The Rev. James Bhawan writes in The Fiji Times:

At the St. Simon and St. Jude Church, an Anglican Church in the Diocese of Oxfordshire, which is the closest to where I am currently staying, the service was simple yet poignant. This small community gathered to remember the men of the village who had made the ultimate sacrifice for King and country over the course of two world wars. Their names were read out by an Royal Air Force officer who had just returned from Afghanistan. Wives, children, grandchildren and neighbours gathered in this act of communal remembering. Preaching form the text of Jesus’ Sermon on the Mount (Matthew 5:1-12), the Rev. Anne Hartley reflected on the sacrifices made for peace, righteousness and justice, as well as those whose lives are affected by conflict, grieving families, the persecuted and oppressed, the poor and hungry. She reminded us that the blessing given by Jesus (“Blessed are those…”) is not just to be understood as some reward in heaven but as we pray for the Father’s kingdom to come and His will to be done on earth as in heaven, we must look to the promise of this blessing in the present and work towards it.

This act of remembering and of sacrifice has put a frame around all the events of the past week. As President-elect Obama made his victory speech he paid a fitting tribute to all those who had sacrificed not just for his campaign but embodied the spirit of change in the generations past to make a dream a reality. Not just for African-Americans and civil rights champions but for anyone that dreams of the opportunity to make a difference in their country and perhaps the world.

The Scottish Episcopal Church offers prayers and readings for Remembrance Day:

O God of truth and justice,

we hold before you those whose memory we cherish,

and those whose names we will never know.

Help us to lift our eyes above the torment of this broken world,

and grant us the grace to pray for those who wish us harm.

As we honour the past, may we put our faith in your future;

for you are the source of life and hope, now and for ever. Amen.

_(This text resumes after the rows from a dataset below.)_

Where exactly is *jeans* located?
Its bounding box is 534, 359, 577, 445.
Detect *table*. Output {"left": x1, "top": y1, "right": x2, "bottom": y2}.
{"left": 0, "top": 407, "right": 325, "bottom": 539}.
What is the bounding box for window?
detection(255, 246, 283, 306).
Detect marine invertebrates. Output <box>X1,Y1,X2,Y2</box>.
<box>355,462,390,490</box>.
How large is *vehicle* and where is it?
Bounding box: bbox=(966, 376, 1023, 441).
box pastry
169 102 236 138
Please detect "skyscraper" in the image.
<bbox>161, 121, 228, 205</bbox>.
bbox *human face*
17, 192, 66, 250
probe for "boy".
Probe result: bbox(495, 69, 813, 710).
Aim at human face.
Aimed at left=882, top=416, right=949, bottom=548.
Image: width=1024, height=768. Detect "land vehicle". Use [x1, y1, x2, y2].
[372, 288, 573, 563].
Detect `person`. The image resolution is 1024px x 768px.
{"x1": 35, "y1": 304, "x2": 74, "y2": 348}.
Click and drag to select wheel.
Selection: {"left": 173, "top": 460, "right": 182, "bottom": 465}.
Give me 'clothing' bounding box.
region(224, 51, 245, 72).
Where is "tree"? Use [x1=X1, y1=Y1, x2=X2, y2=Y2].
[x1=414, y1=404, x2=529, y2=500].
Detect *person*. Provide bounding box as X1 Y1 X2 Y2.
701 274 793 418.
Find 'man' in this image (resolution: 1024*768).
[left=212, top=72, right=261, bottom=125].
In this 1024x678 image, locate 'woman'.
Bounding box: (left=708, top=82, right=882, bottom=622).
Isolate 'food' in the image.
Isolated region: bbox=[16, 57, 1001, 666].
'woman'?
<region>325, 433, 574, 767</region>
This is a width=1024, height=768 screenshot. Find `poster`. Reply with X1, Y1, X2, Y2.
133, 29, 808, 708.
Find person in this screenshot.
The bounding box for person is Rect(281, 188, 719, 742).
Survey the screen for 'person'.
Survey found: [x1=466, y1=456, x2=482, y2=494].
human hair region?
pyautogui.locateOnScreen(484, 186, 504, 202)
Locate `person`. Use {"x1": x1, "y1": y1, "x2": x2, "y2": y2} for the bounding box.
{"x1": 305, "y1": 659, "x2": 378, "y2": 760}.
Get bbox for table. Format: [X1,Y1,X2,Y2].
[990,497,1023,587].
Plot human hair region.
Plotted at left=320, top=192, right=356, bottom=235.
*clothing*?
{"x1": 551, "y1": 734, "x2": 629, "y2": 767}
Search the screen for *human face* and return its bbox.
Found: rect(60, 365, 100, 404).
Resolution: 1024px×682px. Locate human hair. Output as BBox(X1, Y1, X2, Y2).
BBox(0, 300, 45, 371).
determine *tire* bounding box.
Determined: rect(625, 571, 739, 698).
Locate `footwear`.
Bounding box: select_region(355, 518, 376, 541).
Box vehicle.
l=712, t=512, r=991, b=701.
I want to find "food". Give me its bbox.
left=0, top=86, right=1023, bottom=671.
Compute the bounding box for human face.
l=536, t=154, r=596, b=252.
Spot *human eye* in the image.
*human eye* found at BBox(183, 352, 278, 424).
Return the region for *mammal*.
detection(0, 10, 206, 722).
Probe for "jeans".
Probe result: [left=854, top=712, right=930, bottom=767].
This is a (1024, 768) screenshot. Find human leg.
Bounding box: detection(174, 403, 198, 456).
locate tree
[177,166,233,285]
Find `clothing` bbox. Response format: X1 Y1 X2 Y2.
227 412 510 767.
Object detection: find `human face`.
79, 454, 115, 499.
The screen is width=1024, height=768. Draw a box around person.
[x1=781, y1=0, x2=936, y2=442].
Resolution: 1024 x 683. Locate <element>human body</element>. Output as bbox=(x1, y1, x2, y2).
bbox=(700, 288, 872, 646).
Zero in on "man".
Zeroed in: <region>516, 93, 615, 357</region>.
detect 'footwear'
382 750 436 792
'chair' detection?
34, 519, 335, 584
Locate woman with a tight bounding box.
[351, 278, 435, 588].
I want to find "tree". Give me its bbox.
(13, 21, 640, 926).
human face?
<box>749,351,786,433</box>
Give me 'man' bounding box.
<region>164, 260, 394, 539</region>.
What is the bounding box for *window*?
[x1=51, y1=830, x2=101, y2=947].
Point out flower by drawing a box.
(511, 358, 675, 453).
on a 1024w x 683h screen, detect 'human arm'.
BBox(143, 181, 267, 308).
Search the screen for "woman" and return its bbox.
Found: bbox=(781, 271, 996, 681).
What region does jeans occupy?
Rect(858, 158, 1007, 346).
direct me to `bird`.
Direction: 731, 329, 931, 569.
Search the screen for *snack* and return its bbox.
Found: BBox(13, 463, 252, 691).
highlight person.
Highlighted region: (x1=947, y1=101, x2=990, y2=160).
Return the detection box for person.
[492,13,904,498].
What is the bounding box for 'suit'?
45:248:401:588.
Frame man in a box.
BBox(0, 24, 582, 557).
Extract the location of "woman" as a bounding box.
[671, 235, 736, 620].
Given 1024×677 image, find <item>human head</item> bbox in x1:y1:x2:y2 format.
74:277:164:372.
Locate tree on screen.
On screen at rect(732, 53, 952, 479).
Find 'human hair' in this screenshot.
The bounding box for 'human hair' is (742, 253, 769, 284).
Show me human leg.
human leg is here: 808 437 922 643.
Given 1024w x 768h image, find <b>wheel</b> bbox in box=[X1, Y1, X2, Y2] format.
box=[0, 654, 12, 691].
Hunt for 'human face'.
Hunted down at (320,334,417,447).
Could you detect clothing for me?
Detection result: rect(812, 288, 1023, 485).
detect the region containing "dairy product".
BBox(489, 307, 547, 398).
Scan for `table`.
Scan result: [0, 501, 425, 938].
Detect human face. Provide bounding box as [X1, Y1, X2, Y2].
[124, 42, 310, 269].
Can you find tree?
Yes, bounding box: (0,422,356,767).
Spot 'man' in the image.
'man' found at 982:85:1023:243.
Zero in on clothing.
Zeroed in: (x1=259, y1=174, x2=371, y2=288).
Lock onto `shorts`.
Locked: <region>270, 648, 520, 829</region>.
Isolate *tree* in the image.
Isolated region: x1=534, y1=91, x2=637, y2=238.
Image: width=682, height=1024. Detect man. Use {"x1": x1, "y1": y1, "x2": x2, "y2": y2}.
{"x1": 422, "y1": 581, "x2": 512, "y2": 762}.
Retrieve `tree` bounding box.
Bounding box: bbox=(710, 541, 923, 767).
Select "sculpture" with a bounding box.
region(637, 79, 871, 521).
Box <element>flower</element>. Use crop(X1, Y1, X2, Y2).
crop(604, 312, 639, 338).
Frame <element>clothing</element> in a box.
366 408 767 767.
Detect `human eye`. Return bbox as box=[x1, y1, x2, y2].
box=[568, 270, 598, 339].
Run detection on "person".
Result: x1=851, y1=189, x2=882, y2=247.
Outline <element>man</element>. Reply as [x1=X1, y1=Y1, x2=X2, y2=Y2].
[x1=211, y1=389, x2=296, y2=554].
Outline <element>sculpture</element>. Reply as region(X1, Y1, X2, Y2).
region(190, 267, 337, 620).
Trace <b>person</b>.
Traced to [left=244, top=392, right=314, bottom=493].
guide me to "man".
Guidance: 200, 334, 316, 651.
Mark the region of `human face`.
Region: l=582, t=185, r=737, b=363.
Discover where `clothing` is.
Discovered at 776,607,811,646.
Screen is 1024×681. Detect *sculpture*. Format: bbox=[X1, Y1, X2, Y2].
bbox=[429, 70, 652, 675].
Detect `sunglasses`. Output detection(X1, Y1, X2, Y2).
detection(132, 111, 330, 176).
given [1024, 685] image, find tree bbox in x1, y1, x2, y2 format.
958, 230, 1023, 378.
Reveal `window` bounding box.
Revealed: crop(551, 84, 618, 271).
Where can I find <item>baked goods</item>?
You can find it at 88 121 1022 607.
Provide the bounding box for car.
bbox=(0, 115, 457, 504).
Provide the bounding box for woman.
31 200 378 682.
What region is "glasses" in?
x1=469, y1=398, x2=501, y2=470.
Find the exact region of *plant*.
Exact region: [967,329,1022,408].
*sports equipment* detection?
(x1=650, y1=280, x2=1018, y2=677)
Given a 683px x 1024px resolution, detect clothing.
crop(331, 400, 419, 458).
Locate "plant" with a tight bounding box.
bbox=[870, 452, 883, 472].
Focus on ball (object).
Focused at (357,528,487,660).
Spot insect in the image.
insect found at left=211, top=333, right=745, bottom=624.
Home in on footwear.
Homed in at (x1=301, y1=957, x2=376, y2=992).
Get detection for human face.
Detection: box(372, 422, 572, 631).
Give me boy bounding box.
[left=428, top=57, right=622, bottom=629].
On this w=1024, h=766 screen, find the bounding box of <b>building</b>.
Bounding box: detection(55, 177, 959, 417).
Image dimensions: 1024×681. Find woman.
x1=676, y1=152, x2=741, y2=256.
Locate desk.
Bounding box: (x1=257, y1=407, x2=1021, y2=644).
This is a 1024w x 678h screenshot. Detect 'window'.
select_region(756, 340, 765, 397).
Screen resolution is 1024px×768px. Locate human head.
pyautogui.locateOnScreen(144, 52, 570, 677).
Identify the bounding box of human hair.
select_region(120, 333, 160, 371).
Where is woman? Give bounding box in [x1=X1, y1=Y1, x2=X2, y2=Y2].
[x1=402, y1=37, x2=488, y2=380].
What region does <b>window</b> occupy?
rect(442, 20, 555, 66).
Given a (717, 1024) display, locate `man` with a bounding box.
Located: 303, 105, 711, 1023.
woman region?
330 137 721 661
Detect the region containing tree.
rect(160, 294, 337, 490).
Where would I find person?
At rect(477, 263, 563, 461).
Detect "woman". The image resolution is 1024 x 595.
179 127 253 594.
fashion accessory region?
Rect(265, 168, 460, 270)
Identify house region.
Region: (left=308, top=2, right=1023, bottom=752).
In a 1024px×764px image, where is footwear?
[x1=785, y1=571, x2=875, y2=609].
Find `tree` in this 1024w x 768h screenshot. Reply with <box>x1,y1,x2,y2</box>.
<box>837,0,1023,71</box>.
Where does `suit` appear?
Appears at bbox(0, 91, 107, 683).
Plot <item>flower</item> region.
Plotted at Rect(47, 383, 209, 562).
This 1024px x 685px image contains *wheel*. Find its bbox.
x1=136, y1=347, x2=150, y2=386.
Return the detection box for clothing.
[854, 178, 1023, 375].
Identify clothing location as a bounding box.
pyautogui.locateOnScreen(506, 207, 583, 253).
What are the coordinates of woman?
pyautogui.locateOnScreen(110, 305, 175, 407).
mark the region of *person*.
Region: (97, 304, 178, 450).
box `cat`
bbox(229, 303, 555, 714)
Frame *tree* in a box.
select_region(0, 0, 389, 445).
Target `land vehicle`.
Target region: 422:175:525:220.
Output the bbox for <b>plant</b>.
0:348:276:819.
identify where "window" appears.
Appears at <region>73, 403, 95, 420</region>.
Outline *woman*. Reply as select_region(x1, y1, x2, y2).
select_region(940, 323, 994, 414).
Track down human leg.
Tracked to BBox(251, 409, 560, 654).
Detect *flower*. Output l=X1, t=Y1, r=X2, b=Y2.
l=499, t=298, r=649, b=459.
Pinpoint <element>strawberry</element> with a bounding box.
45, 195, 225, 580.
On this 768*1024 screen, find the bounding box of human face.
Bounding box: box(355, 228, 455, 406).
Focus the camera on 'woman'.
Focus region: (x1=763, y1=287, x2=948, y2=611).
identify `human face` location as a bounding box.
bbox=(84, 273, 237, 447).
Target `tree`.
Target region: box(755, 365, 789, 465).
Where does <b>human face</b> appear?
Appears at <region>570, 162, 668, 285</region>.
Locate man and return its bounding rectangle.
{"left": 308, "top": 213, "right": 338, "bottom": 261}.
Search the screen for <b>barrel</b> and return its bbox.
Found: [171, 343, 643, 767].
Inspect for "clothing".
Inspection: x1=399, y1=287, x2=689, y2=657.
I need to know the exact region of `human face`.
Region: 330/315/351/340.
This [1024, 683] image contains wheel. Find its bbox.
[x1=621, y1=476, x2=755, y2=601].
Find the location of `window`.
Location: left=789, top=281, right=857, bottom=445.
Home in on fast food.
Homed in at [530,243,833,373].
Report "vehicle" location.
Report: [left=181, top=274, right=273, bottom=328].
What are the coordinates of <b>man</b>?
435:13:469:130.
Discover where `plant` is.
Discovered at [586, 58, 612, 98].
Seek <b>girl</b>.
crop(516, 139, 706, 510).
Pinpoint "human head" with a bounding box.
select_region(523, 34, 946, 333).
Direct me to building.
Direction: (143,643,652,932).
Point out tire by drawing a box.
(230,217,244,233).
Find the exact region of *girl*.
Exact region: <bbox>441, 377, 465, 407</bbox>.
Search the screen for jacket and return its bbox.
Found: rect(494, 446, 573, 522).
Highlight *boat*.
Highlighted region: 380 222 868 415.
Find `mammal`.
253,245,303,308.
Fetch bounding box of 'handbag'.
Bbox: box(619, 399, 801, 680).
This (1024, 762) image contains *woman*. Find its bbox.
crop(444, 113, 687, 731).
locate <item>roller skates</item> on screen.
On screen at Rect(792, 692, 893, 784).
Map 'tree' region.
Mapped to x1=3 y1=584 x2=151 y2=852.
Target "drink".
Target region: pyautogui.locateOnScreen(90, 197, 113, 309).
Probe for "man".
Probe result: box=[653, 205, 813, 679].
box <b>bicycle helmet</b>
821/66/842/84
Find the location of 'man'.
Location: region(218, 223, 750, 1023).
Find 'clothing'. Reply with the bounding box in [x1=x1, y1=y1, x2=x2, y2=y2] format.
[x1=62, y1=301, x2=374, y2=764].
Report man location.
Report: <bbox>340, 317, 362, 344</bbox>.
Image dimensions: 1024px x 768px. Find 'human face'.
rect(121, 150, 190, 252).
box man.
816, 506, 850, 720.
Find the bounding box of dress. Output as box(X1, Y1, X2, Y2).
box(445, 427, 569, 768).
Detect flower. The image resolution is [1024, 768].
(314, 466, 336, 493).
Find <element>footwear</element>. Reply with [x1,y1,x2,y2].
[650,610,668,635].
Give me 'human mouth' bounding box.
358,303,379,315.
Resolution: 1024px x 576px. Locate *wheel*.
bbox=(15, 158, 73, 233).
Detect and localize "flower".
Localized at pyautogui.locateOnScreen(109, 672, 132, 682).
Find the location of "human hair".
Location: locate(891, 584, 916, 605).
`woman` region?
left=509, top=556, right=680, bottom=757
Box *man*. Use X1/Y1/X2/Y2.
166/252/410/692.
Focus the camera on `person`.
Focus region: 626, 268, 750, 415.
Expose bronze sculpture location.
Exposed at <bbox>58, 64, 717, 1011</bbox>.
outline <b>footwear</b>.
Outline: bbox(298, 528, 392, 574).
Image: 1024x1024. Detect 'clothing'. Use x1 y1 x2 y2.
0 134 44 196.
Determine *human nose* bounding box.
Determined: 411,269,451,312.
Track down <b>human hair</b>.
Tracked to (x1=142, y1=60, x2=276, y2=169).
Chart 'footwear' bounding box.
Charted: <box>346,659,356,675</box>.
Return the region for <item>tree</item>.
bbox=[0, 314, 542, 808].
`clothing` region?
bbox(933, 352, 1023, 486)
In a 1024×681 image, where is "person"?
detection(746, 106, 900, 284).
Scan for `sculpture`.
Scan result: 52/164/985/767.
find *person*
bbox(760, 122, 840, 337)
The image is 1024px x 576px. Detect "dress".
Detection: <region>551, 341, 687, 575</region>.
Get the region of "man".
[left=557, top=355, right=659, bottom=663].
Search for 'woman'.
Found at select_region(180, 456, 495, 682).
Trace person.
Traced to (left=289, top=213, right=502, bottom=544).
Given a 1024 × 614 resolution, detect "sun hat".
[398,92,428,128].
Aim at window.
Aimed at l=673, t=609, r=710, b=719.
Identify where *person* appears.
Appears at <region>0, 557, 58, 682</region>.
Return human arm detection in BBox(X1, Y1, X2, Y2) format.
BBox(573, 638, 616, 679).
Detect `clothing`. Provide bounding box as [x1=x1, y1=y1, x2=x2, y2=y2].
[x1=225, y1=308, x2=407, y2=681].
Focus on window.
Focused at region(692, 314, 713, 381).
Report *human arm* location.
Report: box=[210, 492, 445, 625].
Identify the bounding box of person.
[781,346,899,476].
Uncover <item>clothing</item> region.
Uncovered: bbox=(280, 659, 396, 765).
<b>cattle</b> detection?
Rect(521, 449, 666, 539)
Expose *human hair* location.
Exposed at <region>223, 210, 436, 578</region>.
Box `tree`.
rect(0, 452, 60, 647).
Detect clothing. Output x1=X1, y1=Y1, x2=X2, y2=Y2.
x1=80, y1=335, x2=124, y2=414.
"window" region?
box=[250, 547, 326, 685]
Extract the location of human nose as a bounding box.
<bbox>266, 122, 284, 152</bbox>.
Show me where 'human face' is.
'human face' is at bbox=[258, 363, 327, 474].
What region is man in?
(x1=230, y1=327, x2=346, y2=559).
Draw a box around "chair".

Peace I leave with you; my peace I give to you. I do not give to you as the world gives. Do not let your hearts be troubled, and do not let them be afraid. John 14:27

The Rev. Dr. Elizabeth Kaeton, rector of St. Paul’s Episcopal Church, Chatham, NJ, writes at her TellingSecrets blog about lessons from her father about war:

I couldn’t possibly have understood – still can’t possibly understand – the full cost of war, but I knew he had paid – and was continuing to pay – a heavy price for playing his part in The War that was supposed to have ended all wars. But didn’t.

“War,” he said again, “is a terrible thing.”

He said it as fact and he said it as prayer.

I understood then, that some may have fought for freedom for all, but all may not ever again be fully free.

Pray for our Veterans on their Day.

Pray for peace in our time – and their’s.

The Rev. Steve Rice, rector of St. Timothy’s Episcopal Church, Winston-Salem, NC offers the prayer found in many places this day:

A Prayer for Veterans’ Day

O Judge of the nations,

we remember before you with grateful hearts

the men and women of our country who in the day of decision

ventured much for the liberties we now enjoy.

Grant that we may not rest until all the people of this land

share the benefits of true freedom and gladly accept its disciplines.

This we ask in the Name of Jesus Christ our Lord. Amen.